Unit 06 · Classification & the Kingdoms of Life
With millions of species on Earth, scientists need a way to sort them all. This unit is about classification — grouping living things by the traits they share. You’ll survey the great kingdoms of life, learn how species get their two-part scientific names, and both use and build dichotomous keys to identify organisms. Mastery means you can key out a living thing using its observable traits and explain your choices.
| Criterion | Not yet | Approaching | Mastered |
|---|---|---|---|
| Sorting by shared traits | Groups organisms by one surface clue, like color. | Groups by traits but relies on just one at a time. | Sorts living things into groups using several shared, observable traits. |
| The kingdoms of life | Thinks living things are just plants and animals. | Names a few kingdoms but not what sets them apart. | Names the main kingdoms of life and gives a key trait for each at a survey level. |
| Species & scientific names | Doesn’t know living things have scientific names. | Knows names exist but writes them incorrectly. | Explains what a species is and reads a two-part scientific name correctly. |
| Reading a dichotomous key | Can’t follow a key’s yes/no steps. | Follows a key but gets lost on harder branches. | Uses a dichotomous key to identify an unknown organism, step by step. |
| Lab technique (building & using a dichotomous key) | Writes key steps that are vague or don’t split the group. | Builds a key but the questions overlap or leave gaps. | Builds a working dichotomous key with clear yes/no traits and tests it on real specimens. |
| Integration (cross-domain) | Treats the science as isolated facts; makes no cross-domain connection. | Names a link to history, reading, or writing but cannot defend why it matters. | Connects the unit to its anchor across History · Reading · Writing (plus chosen electives) and defends why the connection matters. |
“I keyed out the leaf by asking clear yes/no questions — is the edge smooth or toothed, is it one blade or many? Each answer sent me down one branch until only one plant was left. Then I checked its scientific name to be sure.”

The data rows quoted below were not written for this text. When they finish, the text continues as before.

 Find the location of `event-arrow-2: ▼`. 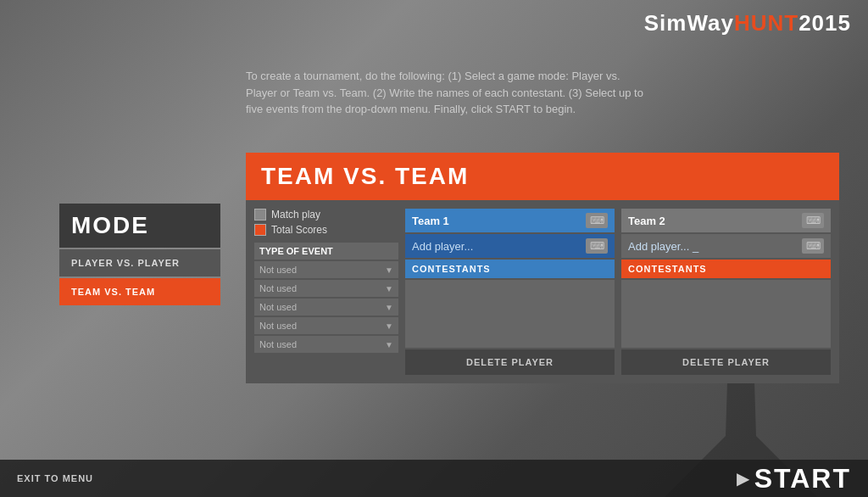

event-arrow-2: ▼ is located at coordinates (389, 288).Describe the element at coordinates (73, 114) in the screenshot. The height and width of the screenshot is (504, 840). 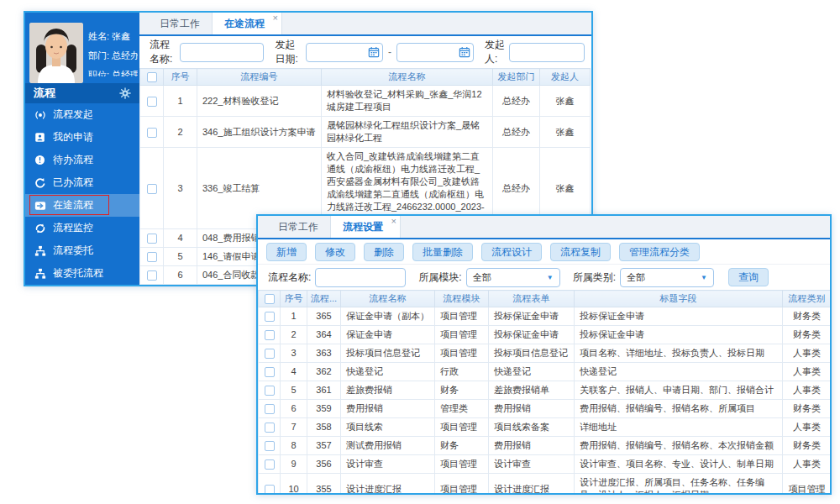
I see `sidebar-item-label: 流程发起` at that location.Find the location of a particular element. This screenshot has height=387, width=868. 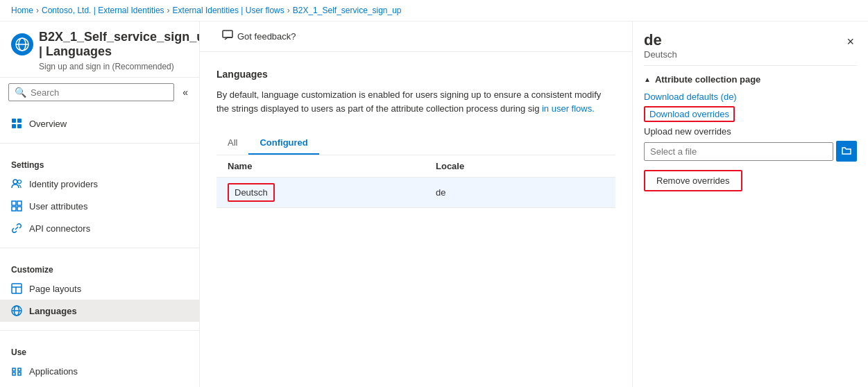

nav-divider-settings is located at coordinates (100, 143).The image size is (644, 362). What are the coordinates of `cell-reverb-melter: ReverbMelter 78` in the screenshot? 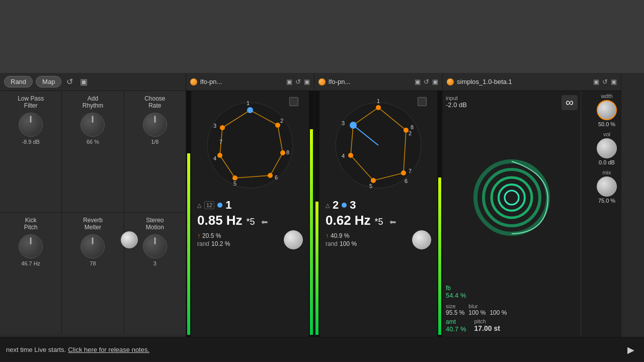 It's located at (93, 274).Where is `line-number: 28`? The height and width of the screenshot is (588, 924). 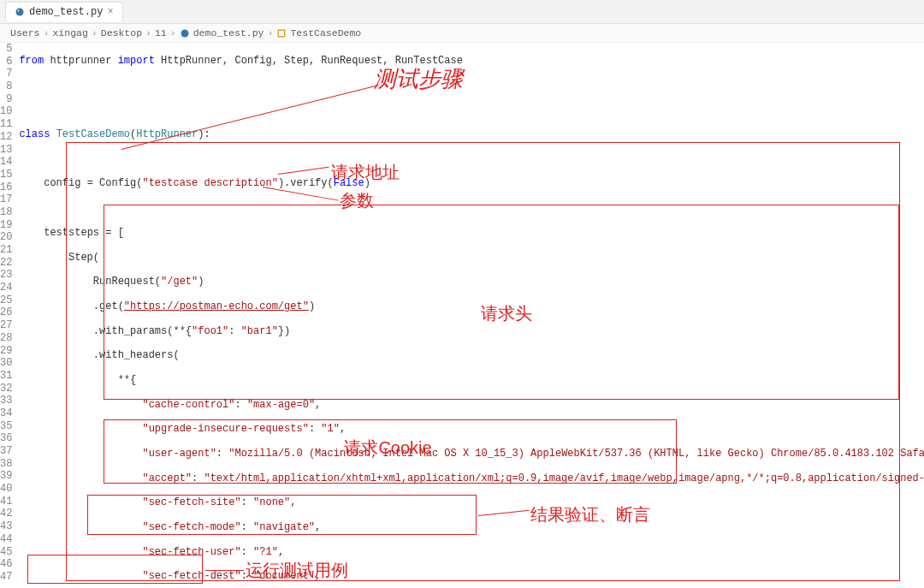 line-number: 28 is located at coordinates (6, 339). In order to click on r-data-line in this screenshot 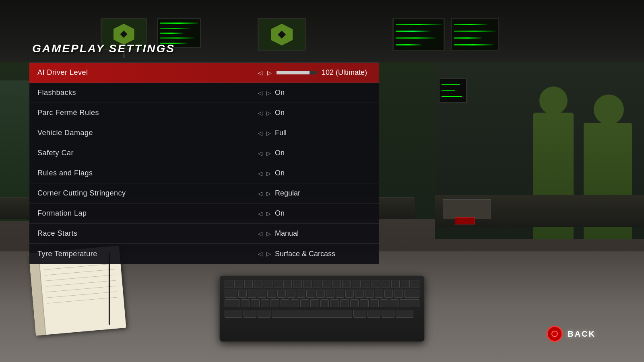, I will do `click(408, 45)`. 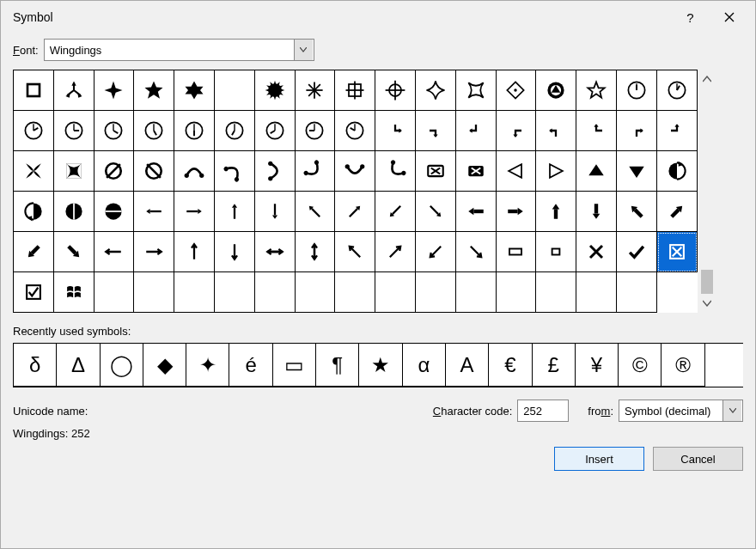 I want to click on symbol-turn-dl, so click(x=476, y=131). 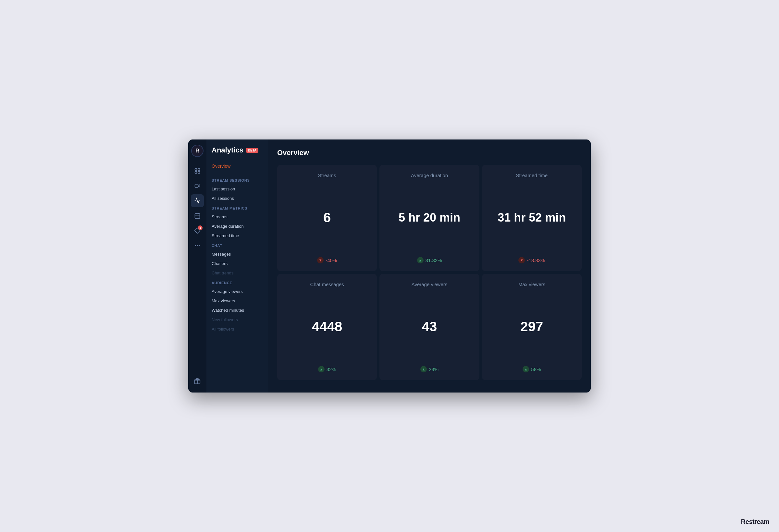 I want to click on restream-brand: Restream, so click(x=755, y=522).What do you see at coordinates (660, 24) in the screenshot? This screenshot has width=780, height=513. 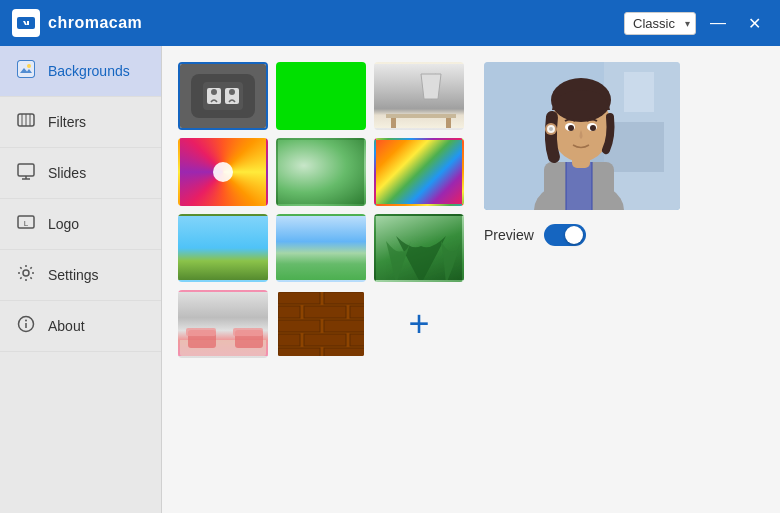 I see `theme-select: Classic Dark Light` at bounding box center [660, 24].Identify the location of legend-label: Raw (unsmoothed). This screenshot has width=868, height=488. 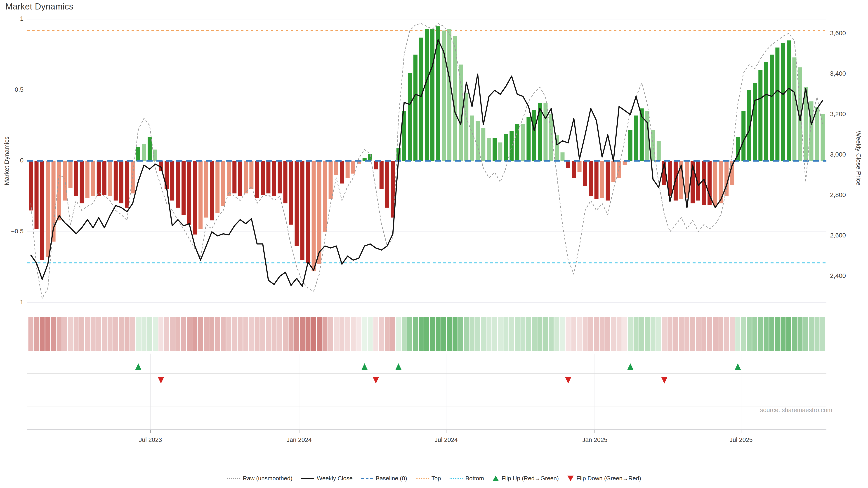
(268, 478).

“I sorted them by color because that’s easy. A key is just a list, right? I’m not sure why they have those long Latin names.”
You demonstrate this unit by building and using dichotomous keys — sorting real specimens by their traits and explaining each choice aloud, not on a multiple-choice test. This unit also leads into the timed classification challenge, where you key out organisms under time pressure. A criterion counts as mastered only when you can both make the identification and defend the traits behind it. Mastery is demonstrated, not awarded.
A 5-page clipboard packet — unit overview, key terms, the mastery rubric, anchor examples, and a score sheet you can print and grade against.